Let Us Have Co-Living In Our Neighborhoods

Georgia State Lawmakers

House Bill 980 will keep local governments from unfairly limiting how many people can live in a house. It requires local boards to use the national HUD standard for defining families -- one that is broad and open. If the new law passes, it can help reduce inequality and open affordable housing for all.

The bill is bipartisan. Democrats like it because it helps reduce inequality. Republicans like it because it doesn't cost public money.

Atlanta has some of the worst inequality in America. That inequality is rooted in local zoning ordinances meant to reinforce the effects of white flight.

The law as it stands is arbitrary. It is unfair. Each local jurisdiction defines "family" a little differently and then says if there are too many "non-family" members present, someone has to leave. In fact, there are 83 different definitions of “family” throughout the state.

Today, the servers and cashiers and home health aides and delivery drivers of Georgia find themselves living in substandard conditions because if they complain, they become homeless instead. Local “family" definition laws criminalize poverty.

For a lot of people -- working people with poor credit or a past eviction -- the choice is to split a house with other people or to be homeless. The law as it is today would prefer them to be homeless. There's nothing about this bill that creates density ... because people are already living this way. They have no other choice.

The law today can even be used to block foster parents with too many kids.

HB 980 allows communities to solve neighborhood problems instead of pretending they don’t exist. It gives people trapped in extended-stay motels a way out. It helps prevent exploitation of the poor by shady landlords who count on the silence of their tenants.

These are teachers and baristas and warehouse workers -- regular people you see every day -- who need help finding affordable housing today. Not in a year, or five years: right now.

No one is proposing something better that will work right now.

Do not let one small group of NIMBYs derail legislation that can open up neighborhoods to co-living. NIMBYs don't want "those people" in their neighborhood.

That attitude is how we got into this mess.

Tell your elected officials to change the law and vote to pass House Bill 980.

Sponsored by

To: Georgia State Lawmakers
From: [Your Name]

Thank you for your service to the state of Georgia!

I am writing to encourage you to vote in favor of House Bill 980 and keep local governments from unfairly limiting how many people can live in a house. Atlanta has some of the worst inequality in America. That inequality is rooted in local zoning ordinances meant to reinforce the effects of white flight and to keep working families geographically segregated.

HB 980 would require local requires local boards to use the national HUD standard for defining families -- one that is broad and open. I believe this law would help reduce inequality and open affordable housing for all.

Right now, there are 83 different definitions of "family" across Georgia cities. This leaves many working families trapped in extended-stay motels or struggling to afford their rent while shady landlords exploit their needs.

I believe HB 980 will allow communities to solve neighborhood problems instead of pretending they don’t exist. The bill is bipartisan. Democrats like it because it helps reduce inequality. Republicans like it because it doesn't cost public money.

Please vote YES in support of HB 980 and support working families' right to housing.

Thanks again for your time and consideration.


WHAT IS BEING ASKED: Output all records exactly, with no images.

EXCERPTED RECORDS:

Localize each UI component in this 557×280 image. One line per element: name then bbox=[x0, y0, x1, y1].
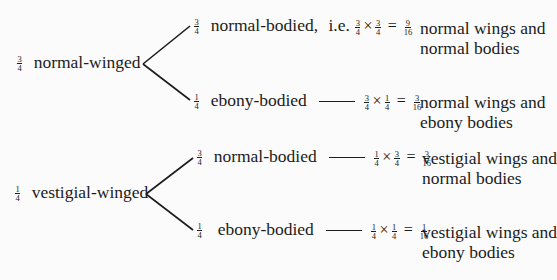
leaf-normal-bodied: 34 normal-bodied 14×34 = 316 bbox=[196, 146, 432, 167]
probability-calculation: 14×14 = 116 bbox=[366, 221, 429, 238]
leaf-label: ebony-bodied bbox=[218, 219, 314, 239]
probability-fraction: 34 bbox=[194, 18, 199, 35]
result-line-2: normal bodies bbox=[420, 38, 545, 58]
denominator: 4 bbox=[16, 194, 20, 202]
denominator: 4 bbox=[392, 232, 396, 240]
leaf-ebony-bodied: 14 ebony-bodied 34×14 = 316 bbox=[193, 90, 422, 111]
branch-vestigial-winged: 14 vestigial-winged bbox=[14, 182, 148, 203]
ie-connector: i.e. bbox=[328, 15, 349, 35]
probability-fraction: 14 bbox=[15, 185, 20, 202]
times-sign: × bbox=[363, 17, 372, 34]
result-line-1: normal wings and bbox=[420, 92, 545, 112]
equals-sign: = bbox=[397, 92, 406, 109]
dash-connector bbox=[319, 101, 355, 102]
denominator: 4 bbox=[372, 232, 376, 240]
denominator: 4 bbox=[356, 28, 360, 36]
probability-fraction: 14 bbox=[194, 93, 199, 110]
denominator: 4 bbox=[375, 159, 379, 167]
times-sign: × bbox=[382, 148, 391, 165]
denominator: 4 bbox=[385, 103, 389, 111]
denominator: 4 bbox=[18, 64, 22, 72]
probability-fraction: 34 bbox=[17, 55, 22, 72]
probability-calculation: 34×34 = 916 bbox=[354, 17, 413, 34]
branch-label: vestigial-winged bbox=[32, 182, 149, 202]
phenotype-result: normal wings and ebony bodies bbox=[420, 92, 545, 132]
leaf-ebony-bodied: 14 ebony-bodied 14×14 = 116 bbox=[196, 219, 429, 240]
equals-sign: = bbox=[404, 221, 413, 238]
denominator: 4 bbox=[195, 27, 199, 35]
leaf-label: normal-bodied, bbox=[211, 15, 318, 35]
phenotype-result: vestigial wings and ebony bodies bbox=[422, 222, 557, 262]
denominator: 4 bbox=[198, 158, 202, 166]
denominator: 4 bbox=[365, 103, 369, 111]
dash-connector bbox=[326, 230, 362, 231]
phenotype-result: vestigial wings and normal bodies bbox=[422, 148, 557, 188]
denominator: 4 bbox=[376, 28, 380, 36]
denominator: 16 bbox=[404, 28, 413, 36]
result-line-2: normal bodies bbox=[422, 168, 557, 188]
result-line-2: ebony bodies bbox=[420, 112, 545, 132]
leaf-label: ebony-bodied bbox=[211, 90, 307, 110]
probability-fraction: 34 bbox=[197, 149, 202, 166]
denominator: 4 bbox=[395, 159, 399, 167]
times-sign: × bbox=[379, 221, 388, 238]
times-sign: × bbox=[372, 92, 381, 109]
denominator: 4 bbox=[195, 102, 199, 110]
equals-sign: = bbox=[388, 17, 397, 34]
leaf-label: normal-bodied bbox=[214, 146, 317, 166]
probability-fraction: 14 bbox=[197, 222, 202, 239]
denominator: 4 bbox=[198, 231, 202, 239]
phenotype-result: normal wings and normal bodies bbox=[420, 18, 545, 58]
result-line-1: vestigial wings and bbox=[422, 148, 557, 168]
dash-connector bbox=[329, 157, 365, 158]
result-line-2: ebony bodies bbox=[422, 242, 557, 262]
equals-sign: = bbox=[407, 148, 416, 165]
probability-calculation: 34×14 = 316 bbox=[359, 92, 422, 109]
result-line-1: normal wings and bbox=[420, 18, 545, 38]
leaf-normal-bodied: 34 normal-bodied, i.e. 34×34 = 916 bbox=[193, 15, 413, 36]
branch-normal-winged: 34 normal-winged bbox=[16, 52, 141, 73]
result-line-1: vestigial wings and bbox=[422, 222, 557, 242]
branch-label: normal-winged bbox=[34, 52, 141, 72]
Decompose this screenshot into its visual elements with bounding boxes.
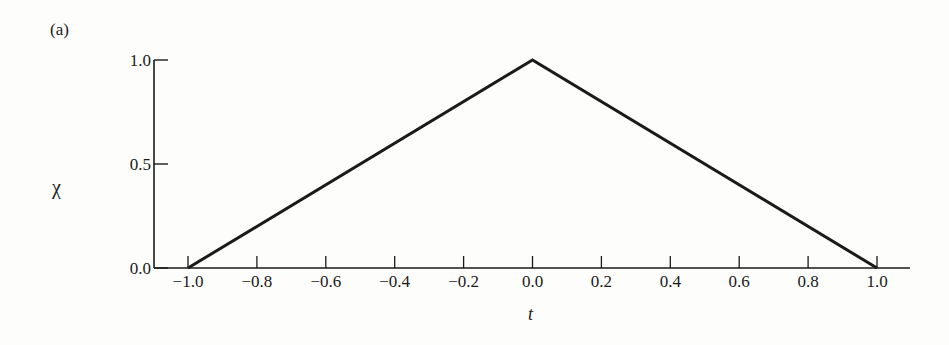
x-tick-label: −1.0 bbox=[173, 272, 204, 291]
x-tick-label: −0.6 bbox=[310, 272, 341, 291]
x-tick-label: 0.4 bbox=[660, 272, 682, 291]
series-line bbox=[188, 60, 877, 268]
x-tick-label: −0.2 bbox=[448, 272, 479, 291]
x-tick-label: −0.8 bbox=[241, 272, 272, 291]
y-tick-label: 0.0 bbox=[130, 259, 151, 278]
y-tick-label: 1.0 bbox=[130, 51, 151, 70]
x-tick-label: 0.6 bbox=[729, 272, 750, 291]
x-tick-label: 0.0 bbox=[522, 272, 543, 291]
x-tick-label: 0.8 bbox=[797, 272, 818, 291]
y-tick-label: 0.5 bbox=[130, 155, 151, 174]
x-tick-label: 1.0 bbox=[866, 272, 887, 291]
chart-plot: 0.00.51.0−1.0−0.8−0.6−0.4−0.20.00.20.40.… bbox=[0, 0, 949, 345]
x-tick-label: −0.4 bbox=[379, 272, 410, 291]
x-tick-label: 0.2 bbox=[591, 272, 612, 291]
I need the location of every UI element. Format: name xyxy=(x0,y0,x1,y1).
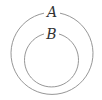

SOLVED EXERCISE:
Localize each UI component in this 557×280 image. One line per element: name then bbox=[x0, y0, x1, y1].
leaf-normal-bodied: 34 normal-bodied 14×34 = 316 bbox=[196, 146, 432, 167]
probability-calculation: 14×14 = 116 bbox=[366, 221, 429, 238]
leaf-label: ebony-bodied bbox=[218, 219, 314, 239]
probability-fraction: 34 bbox=[194, 18, 199, 35]
result-line-2: normal bodies bbox=[420, 38, 545, 58]
denominator: 4 bbox=[16, 194, 20, 202]
denominator: 4 bbox=[392, 232, 396, 240]
leaf-ebony-bodied: 14 ebony-bodied 34×14 = 316 bbox=[193, 90, 422, 111]
branch-vestigial-winged: 14 vestigial-winged bbox=[14, 182, 148, 203]
ie-connector: i.e. bbox=[328, 15, 349, 35]
probability-fraction: 14 bbox=[15, 185, 20, 202]
times-sign: × bbox=[363, 17, 372, 34]
result-line-1: normal wings and bbox=[420, 92, 545, 112]
equals-sign: = bbox=[397, 92, 406, 109]
dash-connector bbox=[319, 101, 355, 102]
denominator: 4 bbox=[372, 232, 376, 240]
denominator: 4 bbox=[356, 28, 360, 36]
probability-fraction: 14 bbox=[194, 93, 199, 110]
denominator: 4 bbox=[375, 159, 379, 167]
times-sign: × bbox=[382, 148, 391, 165]
denominator: 4 bbox=[385, 103, 389, 111]
denominator: 4 bbox=[18, 64, 22, 72]
probability-fraction: 34 bbox=[17, 55, 22, 72]
probability-calculation: 34×34 = 916 bbox=[354, 17, 413, 34]
branch-label: vestigial-winged bbox=[32, 182, 149, 202]
phenotype-result: normal wings and ebony bodies bbox=[420, 92, 545, 132]
leaf-ebony-bodied: 14 ebony-bodied 14×14 = 116 bbox=[196, 219, 429, 240]
equals-sign: = bbox=[404, 221, 413, 238]
denominator: 4 bbox=[195, 27, 199, 35]
leaf-label: normal-bodied, bbox=[211, 15, 318, 35]
phenotype-result: vestigial wings and ebony bodies bbox=[422, 222, 557, 262]
denominator: 4 bbox=[198, 158, 202, 166]
denominator: 4 bbox=[365, 103, 369, 111]
dash-connector bbox=[326, 230, 362, 231]
phenotype-result: vestigial wings and normal bodies bbox=[422, 148, 557, 188]
denominator: 4 bbox=[376, 28, 380, 36]
denominator: 16 bbox=[404, 28, 413, 36]
result-line-2: normal bodies bbox=[422, 168, 557, 188]
result-line-2: ebony bodies bbox=[420, 112, 545, 132]
leaf-label: ebony-bodied bbox=[211, 90, 307, 110]
probability-fraction: 34 bbox=[197, 149, 202, 166]
denominator: 4 bbox=[395, 159, 399, 167]
times-sign: × bbox=[379, 221, 388, 238]
times-sign: × bbox=[372, 92, 381, 109]
denominator: 4 bbox=[195, 102, 199, 110]
equals-sign: = bbox=[388, 17, 397, 34]
leaf-label: normal-bodied bbox=[214, 146, 317, 166]
probability-fraction: 14 bbox=[197, 222, 202, 239]
denominator: 4 bbox=[198, 231, 202, 239]
phenotype-result: normal wings and normal bodies bbox=[420, 18, 545, 58]
result-line-1: vestigial wings and bbox=[422, 148, 557, 168]
dash-connector bbox=[329, 157, 365, 158]
result-line-2: ebony bodies bbox=[422, 242, 557, 262]
equals-sign: = bbox=[407, 148, 416, 165]
probability-calculation: 34×14 = 316 bbox=[359, 92, 422, 109]
result-line-1: normal wings and bbox=[420, 18, 545, 38]
leaf-normal-bodied: 34 normal-bodied, i.e. 34×34 = 916 bbox=[193, 15, 413, 36]
branch-normal-winged: 34 normal-winged bbox=[16, 52, 141, 73]
result-line-1: vestigial wings and bbox=[422, 222, 557, 242]
branch-label: normal-winged bbox=[34, 52, 141, 72]
Decompose this screenshot into its visual elements with bounding boxes.
x-tick-label: −1.0 bbox=[173, 272, 204, 291]
x-tick-label: −0.6 bbox=[310, 272, 341, 291]
x-tick-label: 0.4 bbox=[660, 272, 682, 291]
series-line bbox=[188, 60, 877, 268]
x-tick-label: −0.2 bbox=[448, 272, 479, 291]
x-tick-label: −0.8 bbox=[241, 272, 272, 291]
y-tick-label: 0.0 bbox=[130, 259, 151, 278]
y-tick-label: 1.0 bbox=[130, 51, 151, 70]
x-tick-label: 0.6 bbox=[729, 272, 750, 291]
x-tick-label: 0.0 bbox=[522, 272, 543, 291]
x-tick-label: 0.8 bbox=[797, 272, 818, 291]
y-tick-label: 0.5 bbox=[130, 155, 151, 174]
x-tick-label: 1.0 bbox=[866, 272, 887, 291]
chart-plot: 0.00.51.0−1.0−0.8−0.6−0.4−0.20.00.20.40.… bbox=[0, 0, 949, 345]
x-tick-label: −0.4 bbox=[379, 272, 410, 291]
x-tick-label: 0.2 bbox=[591, 272, 612, 291]
I need the location of every UI element. Format: name xyxy=(x0,y0,x1,y1).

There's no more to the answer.